Learning to Estimate System Specifications in Linear Temporal Logic using Transformers and Mamba
- URL: http://arxiv.org/abs/2405.20917v1
- Date: Fri, 31 May 2024 15:21:53 GMT
- Title: Learning to Estimate System Specifications in Linear Temporal Logic using Transformers and Mamba
- Authors: İlker Işık, Ebru Aydin Gol, Ramazan Gokberk Cinbis,
- Abstract summary: specification mining involves extracting temporal logic formulae from system traces.
We introduce autore models that can generate linear temporal logic formulae from traces.
We devise a metric for the distinctiveness of the generated formulae and an algorithm to enforce the syntax constraints.

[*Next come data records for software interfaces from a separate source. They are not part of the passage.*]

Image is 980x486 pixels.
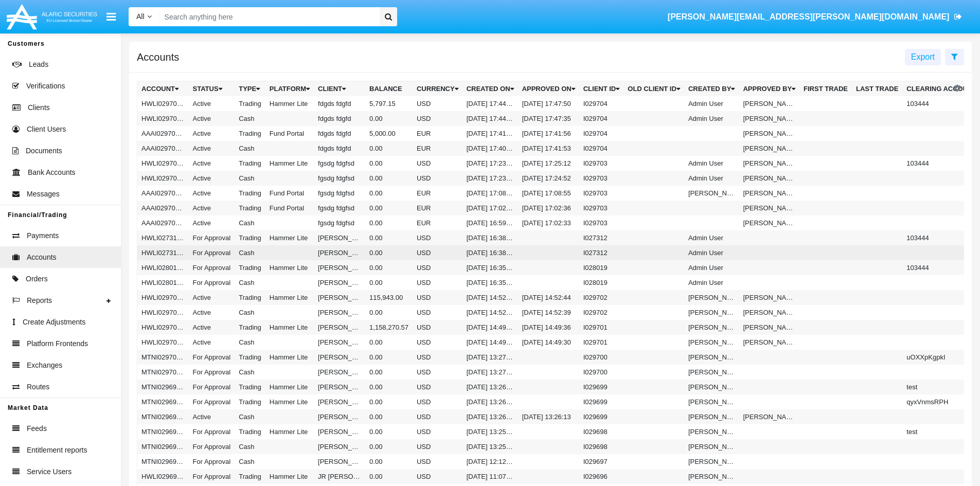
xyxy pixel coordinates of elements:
td: Hammer Lite [265,395,314,410]
td: Trading [234,156,265,171]
td: Cash [234,216,265,230]
td: Trading [234,96,265,111]
td: fgsdg fdgfsd [314,186,365,201]
td: Trading [234,260,265,276]
td: 0.00 [365,245,413,260]
td: For Approval [189,364,235,380]
td: EUR [413,141,463,156]
td: [PERSON_NAME] [314,260,365,276]
td: [PERSON_NAME] [314,320,365,335]
input: Search [160,7,376,26]
td: [DATE] 13:26:07 [463,395,519,410]
td: For Approval [189,245,235,260]
td: [PERSON_NAME] [685,395,739,410]
td: 0.00 [365,111,413,126]
td: Admin User [685,230,739,245]
td: [DATE] 17:24:52 [519,171,580,186]
td: USD [413,111,463,126]
td: Cash [234,305,265,320]
span: Documents [25,145,62,156]
td: [PERSON_NAME] [685,410,739,425]
td: [PERSON_NAME] [314,305,365,320]
th: Client [314,81,365,97]
td: USD [413,410,463,425]
td: [DATE] 13:26:06 [463,410,519,425]
td: [PERSON_NAME] [739,96,800,111]
th: Last Trade [852,81,903,97]
td: USD [413,245,463,260]
td: I029704 [580,96,624,111]
td: [PERSON_NAME] [739,216,800,230]
td: EUR [413,186,463,201]
th: Account [137,81,189,97]
td: fdgds fdgfd [314,126,365,141]
td: 0.00 [365,305,413,320]
td: HWLI029704A1 [137,96,189,111]
td: [PERSON_NAME] [314,410,365,425]
td: [DATE] 17:08:51 [463,186,519,201]
td: [PERSON_NAME] [739,156,800,171]
td: [DATE] 13:26:13 [519,410,580,425]
td: [PERSON_NAME] [314,245,365,260]
td: [PERSON_NAME] [685,425,739,439]
td: MTNI029699AC1 [137,410,189,425]
td: Cash [234,245,265,260]
td: 0.00 [365,410,413,425]
td: 0.00 [365,395,413,410]
td: 0.00 [365,425,413,439]
th: Created On [463,81,519,97]
td: [PERSON_NAME] [314,290,365,305]
td: [DATE] 17:08:55 [519,186,580,201]
td: Admin User [685,171,739,186]
th: Platform [265,81,314,97]
h5: Accounts [137,53,179,61]
span: Reports [27,295,52,307]
td: Admin User [685,156,739,171]
td: HWLI027312A1 [137,230,189,245]
td: 0.00 [365,141,413,156]
td: Trading [234,290,265,305]
td: [PERSON_NAME] [739,126,800,141]
td: [PERSON_NAME] [685,350,739,364]
td: MTNI029699A2 [137,380,189,395]
td: fgsdg fdgfsd [314,156,365,171]
span: Verifications [26,81,65,91]
td: I029704 [580,141,624,156]
td: Cash [234,439,265,454]
td: For Approval [189,380,235,395]
td: Trading [234,380,265,395]
td: Active [189,156,235,171]
td: I029702 [580,305,624,320]
td: [DATE] 17:47:35 [519,111,580,126]
td: fdgds fdgfd [314,96,365,111]
td: AAAI029703A2 [137,186,189,201]
td: Hammer Lite [265,156,314,171]
td: Active [189,111,235,126]
td: Admin User [685,245,739,260]
td: Active [189,335,235,350]
td: USD [413,380,463,395]
span: Create Adjustments [23,317,86,328]
td: Fund Portal [265,186,314,201]
td: HWLI029702AC1 [137,305,189,320]
td: Hammer Lite [265,350,314,364]
span: Routes [27,382,49,392]
td: [DATE] 13:27:06 [463,350,519,364]
td: [PERSON_NAME] [314,380,365,395]
td: Active [189,410,235,425]
td: [PERSON_NAME] [739,290,800,305]
td: [DATE] 16:38:38 [463,245,519,260]
span: Accounts [27,253,56,263]
td: [PERSON_NAME] [314,276,365,290]
td: HWLI029701AC1 [137,335,189,350]
td: Cash [234,364,265,380]
td: MTNI029698A1 [137,425,189,439]
td: I029699 [580,395,624,410]
td: [PERSON_NAME] [314,364,365,380]
td: 0.00 [365,380,413,395]
td: Active [189,171,235,186]
td: [DATE] 14:49:23 [463,320,519,335]
td: USD [413,305,463,320]
td: Trading [234,126,265,141]
td: Trading [234,425,265,439]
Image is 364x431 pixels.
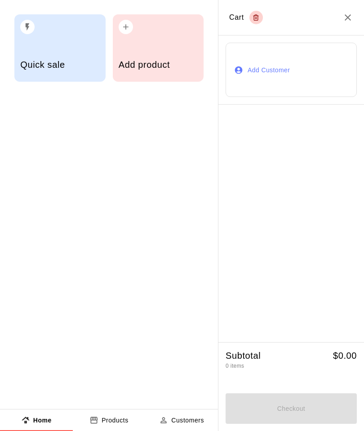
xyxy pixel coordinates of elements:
[119,59,198,71] h5: Add product
[333,350,356,362] h5: $ 0.00
[14,14,105,82] button: Quick sale
[113,14,204,82] button: Add product
[342,12,353,23] button: Close
[33,416,52,425] p: Home
[171,416,204,425] p: Customers
[101,416,128,425] p: Products
[249,11,263,24] button: Empty cart
[225,43,356,97] button: Add Customer
[225,363,244,369] span: 0 items
[225,350,260,362] h5: Subtotal
[229,11,263,24] div: Cart
[20,59,99,71] h5: Quick sale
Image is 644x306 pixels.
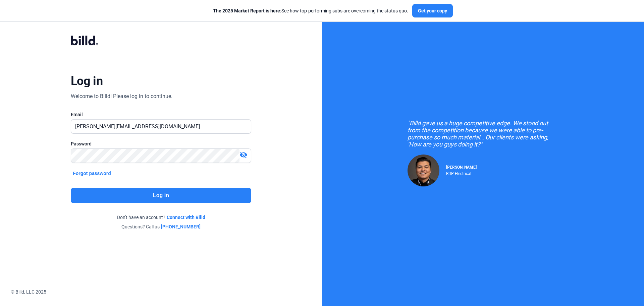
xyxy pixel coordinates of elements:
[71,74,103,89] div: Log in
[71,169,113,177] button: Forgot password
[71,223,251,230] div: Questions? Call us
[71,111,251,118] div: Email
[408,119,559,148] div: "Billd gave us a huge competitive edge. We stood out from the competition because we were able to...
[213,8,281,14] span: The 2025 Market Report is here:
[71,188,251,203] button: Log in
[408,154,439,187] img: Raul Pacheco
[240,151,248,159] mat-icon: visibility_off
[167,214,205,220] a: Connect with Billd
[413,4,453,17] button: Get your copy
[71,214,251,220] div: Don't have an account?
[213,7,408,14] div: See how top-performing subs are overcoming the status quo.
[71,92,173,100] div: Welcome to Billd! Please log in to continue.
[161,223,201,230] a: [PHONE_NUMBER]
[71,140,251,147] div: Password
[446,169,477,176] div: RDP Electrical
[446,165,477,169] span: [PERSON_NAME]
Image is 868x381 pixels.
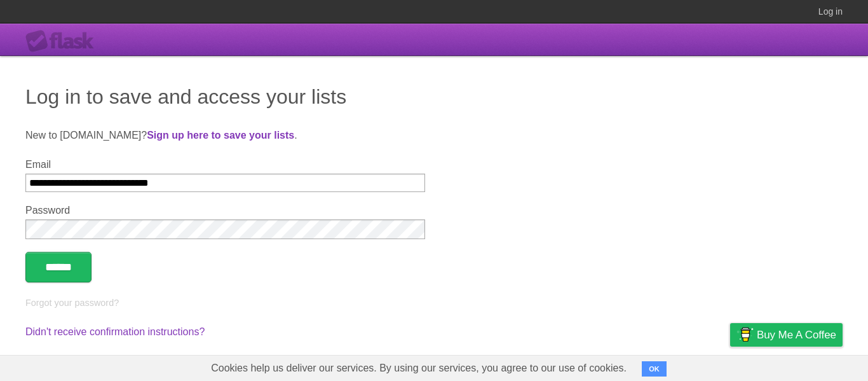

- Score: 6.991281327290525
- License: http://arxiv.org/licenses/nonexclusive-distrib/1.0/
- Abstract: Temporal logic is a framework for representing and reasoning about propositions that evolve over time. It is commonly used for specifying requirements in various domains, including hardware and software systems, as well as robotics. Specification mining or formula generation involves extracting temporal logic formulae from system traces and has numerous applications, such as detecting bugs and improving interpretability. Although there has been a surge of deep learning-based methods for temporal logic satisfiability checking in recent years, the specification mining literature has been lagging behind in adopting deep learning methods despite their many advantages, such as scalability. In this paper, we introduce autoregressive models that can generate linear temporal logic formulae from traces, towards addressing the specification mining problem. We propose multiple architectures for this task: transformer encoder-decoder, decoder-only transformer, and Mamba, which is an emerging alternative to transformer models. Additionally, we devise a metric for quantifying the distinctiveness of the generated formulae and a straightforward algorithm to enforce the syntax constraints. Our experiments show that the proposed architectures yield promising results, generating correct and distinct formulae at a fraction of the compute cost needed for the combinatorial baseline.